BRITISH prisons differ greatly in security category, cell capacity and facilities. lt is impossible to generalise about Catholics in prison. Which prisoners? The unconvicted remands or convicted shortterm, long-term or lifer prisoners? Which prisons? Old or new, top security, medium or low security? Prisoners beginning or ending their sentences?
Some big city prisons have a full-time Catholic chaplain and assistant and support from neighbouring parishes, resulting in much religious activity. The chaplain of Wormwood Scrubs in West London, Fr John Fitzpatrick, a veteran of Latin America, has a full-time assistant in Sr Agnes Hunt and support from Fr Tony Brunning of Southall and other London priests. Sunday Eucharist is a packed affair and is supported by a choir of prisoners led and trained by teacher and guitarist, Marie Hogg, and by young Westminster Missionaries with Sr Madeleine. Free copies of the Catholic Herald and Universe are available.

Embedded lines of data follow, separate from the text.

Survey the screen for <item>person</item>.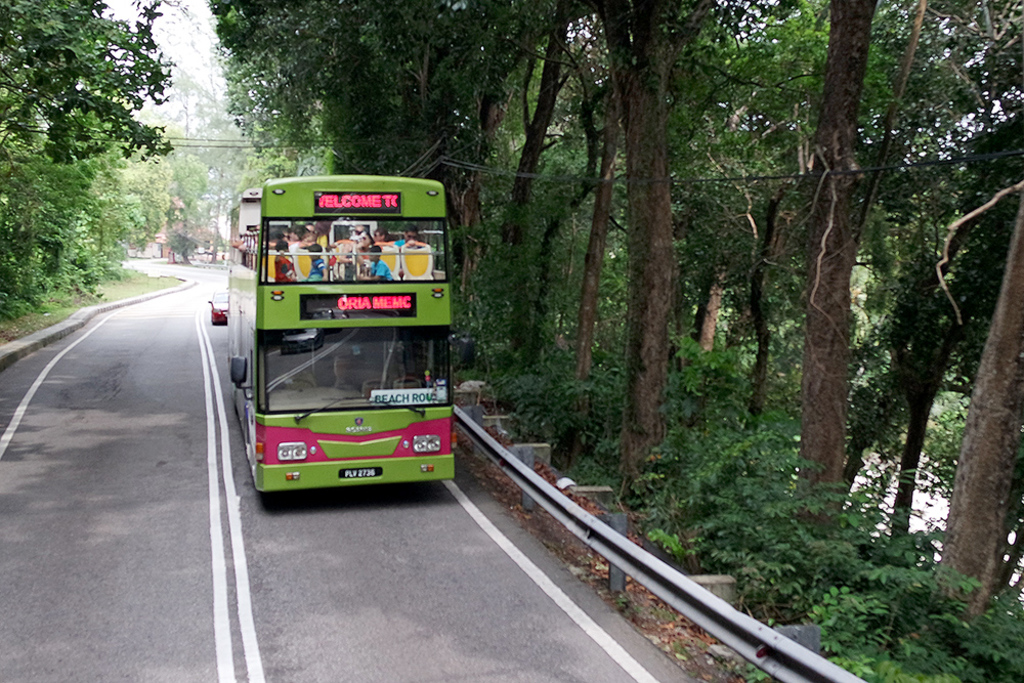
Survey found: <bbox>354, 245, 393, 289</bbox>.
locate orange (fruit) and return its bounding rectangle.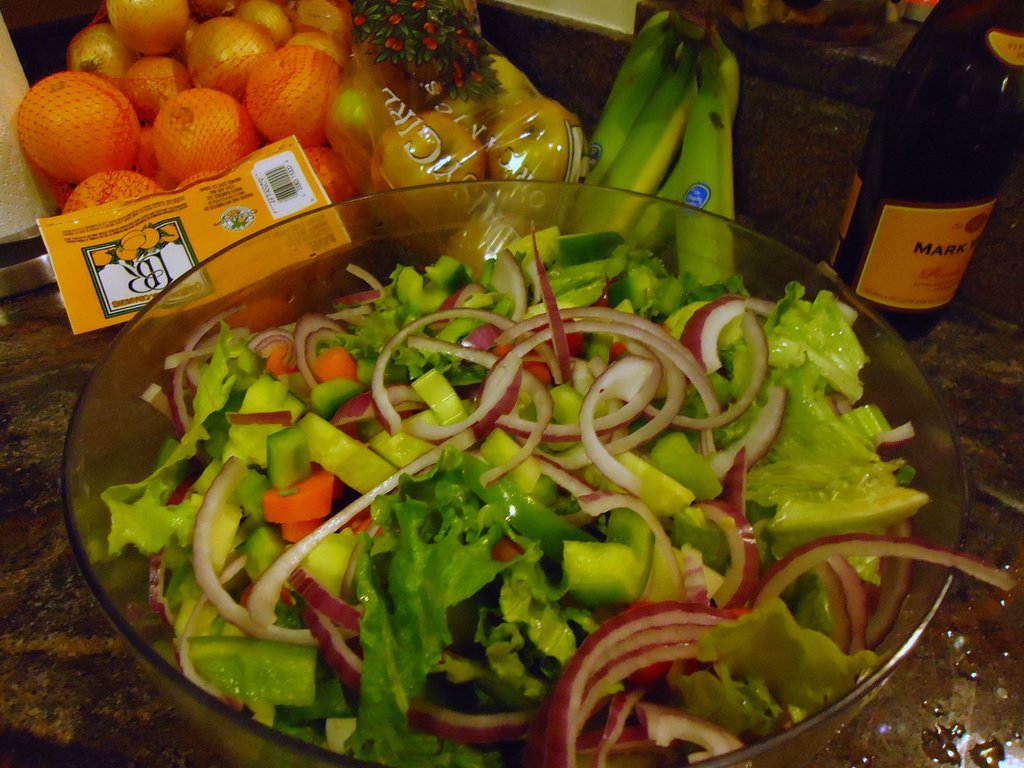
x1=97 y1=0 x2=189 y2=49.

Whilst Fr John takes the Saturday morning Service of Reconciliation in the church, Srs Shikha and Crystal of Mother Teresa's order based in Southall visit long-term "D" wing and the Hospital and on Saturday afternoons Srs Agnes and Mary lead a prayer group in the boardroom on "D" wing. On weekdays, Communion is available and lifers and longtermers in cell 1/68 on "D" wing.
Individual "D" wing prisoners have prayed the Divine Office and Sr Maureen Nyhan of the Peckham Capuchin Secular Franciscan Order has not feared to coach new members from among "D" inmates. On Wednesday evenings there is a discussion group in the Church, often ecumenical, and attended by Westminster Missionaries. It is rounded off with coffee.

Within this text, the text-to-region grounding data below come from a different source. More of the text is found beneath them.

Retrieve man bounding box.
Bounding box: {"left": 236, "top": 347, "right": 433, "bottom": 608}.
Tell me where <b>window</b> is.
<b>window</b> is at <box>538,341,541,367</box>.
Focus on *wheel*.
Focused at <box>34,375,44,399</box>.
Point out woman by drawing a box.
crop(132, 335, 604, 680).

In October, Fr Jim McManus directed a retreat in Wormwood Scrubs. The previous chaplain, Fr Gerry Ennis, must take some credit for building up this wealth of religious facilities and the Scrubs authorities (unlike some others) must get a mention for accommodating it in a top security regime.
However, many souls are not reached in crowded Scrubs and there is much suffering and anguish there, as shown by the acts of self-mutilation and suicide born of despair.
Many isolated countryside prisons, including top-security Gartree in Leicestershire and Long Lartin in Worcestershire, where many prisoners serve life sentences with recommendations of 20 to 30 years, have only an overstretched, part-time Catholic Chaplain and a poorly
attended weekly Eucharist on a weekday, often clashing with video films, gymnasium and association periods. There tend to be no religious weeklies available and few religious books.
It is not that part-time chaplains fail in their task, rather it is that the task set them is impossible for unsupported individuals who also have to minister to widely scattered village parishes in dioceses short of priests. Such isolated security regimes are less flexible to mere part-time chaplains who often find access to individual prisoners difficult.
The traditional prison -suspicions that chaplains are informers and homosexuals, and that religious prisoners are weak or soft, are strongest in the isolated security prison's and the fact that chaplains sign the authorities' Official Secrets' Act and keep rudimentary files on their flock and contribute views to review boards tend to militate against religion. This leaves a vacuum only 'partially filled by videos, gym, record players, drugs, porn, homosexuality and atheism.
Problems arising from the sexual and emotional sterility imposed on long-term prisoners in particular (and their spouses) are completely ignored by policy makers and regimes, and the immorality of Conservative Home Secretaries' neutering of the Parole Board and imposition of 20 year minimums on many life sentence prisoners for political reasons, ignoring individual rehabilitation achieved much earlier, has caused no Christian outcry.
The deliberate creation of a special category of no-hope lifer prisoners, sacrificial victims to Conservative voting opinion, and the accompanying extension of life sentence terms generally, regardless of the progress of individual prisoner, is undermining any stablity in top security prisons.
Ecumenism is reinforced by the fact that all British prisons are required by statute to have full-time Church of England chaplains and these fill in for temporarily unavailable Catholic Chaplains and others. 1 have often been helped and advised by Anglican chaplaincies dining 10 years in English prisons, most notably by Church Army Sr Ranson in Brixton Prison and by the ministers in Wakefield Prison.
In Blundeston Prison, near Lowestoft, part-timer Fr Tony Sketch's weekly Eucharist on Saturday mornings has organ music provided by Mrs Cook, a Methodist, and when Bishop Clarke recently visited to confirm an inmate, the Anglican and Methodist ministers (and prisoners) attended and stayed for coffee.
The fact that Prisoners1 Sunday will have virtually no impact on Britain's 45,000 prisoners (or on its 50 million citizens) does not mean that its Christ-values are failed, but that they are insufficiently tried and supported, not least in the Churches.
Shane O'Doherty was sentenced to life imprisonment In May 1975 for his part in an IRA letter bombing campaign.